Lucy is repeatedly rewarded with seeing Aslan because Lucy, more than the others, is on the lookout. Aslan is her joy and she pursues that joy, always ready to see him, kiss him, hold him.

Pursuing Our Mystical Passion

Such mystical passion has fallen on hard times in the Church today. Is it because we’re lazy? Perhaps we don’t know or don’t care that the great end of life is to see God face to face? Or does it seem a small thing?
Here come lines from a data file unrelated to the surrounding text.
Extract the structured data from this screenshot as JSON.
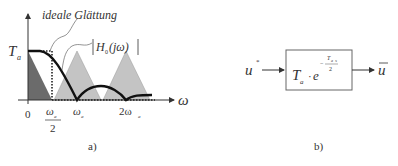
{
  "panel_a": {
    "caption": "a)",
    "y_label_main": "T",
    "y_label_sub": "a",
    "x_axis_label": "ω",
    "annotation_ideal": "ideale  Glättung",
    "annotation_H_pre": "H",
    "annotation_H_sub": "0",
    "annotation_H_post": "(jω)",
    "ticks": [
      {
        "main": "0"
      },
      {
        "main": "ω",
        "sub": "a",
        "denominator": "2"
      },
      {
        "main": "ω",
        "sub": "a"
      },
      {
        "main": "2ω",
        "sub": "a"
      }
    ],
    "colors": {
      "baseband_triangle": "#6b6b6b",
      "image_triangles": "#c4c4c4",
      "curve": "#111111"
    }
  },
  "panel_b": {
    "caption": "b)",
    "input_main": "u",
    "input_sup": "*",
    "block_main": "T",
    "block_sub": "a",
    "block_dot": "·",
    "block_exp_base": "e",
    "block_exp_num": "T",
    "block_exp_num_sub": "a",
    "block_exp_s": "s",
    "block_exp_den": "2",
    "block_exp_sign": "−",
    "output_main": "u"
  }
}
Perhaps we are simply so earthbound that we can’t conceive what seeing God face to face might mean. As Lewis wrote in The Weight of Glory:

We are half-hearted creatures, fooling about with drink and sex and ambition when infinite joy is offered us, like an ignorant child who wants to go on making mud pies in a slum because he cannot imagine what is meant by the offer of a holiday at the sea. We are far too easily pleased.

Stop being easily pleased.

Maybe it’s time to take a cue from Narnia, Dante and Jason Baxter. For as twentieth century theologian Karl Rahner noted, “The Christian of the future will be a mystic or he will not exist at all.”

 

Dr. James Tonkowich, a senior contributor to The Stream, is a freelance writer, speaker and commentator on spirituality, religion and public life. He is the author of The Liberty Threat: The Attack on Religious Freedom in America Today and Pears, Grapes, and Dates: A Good Life After Mid-Life. Jim serves as Director of Distance Learning at Wyoming Catholic College and is host of the college’s weekly podcast, “The After Dinner Scholar.”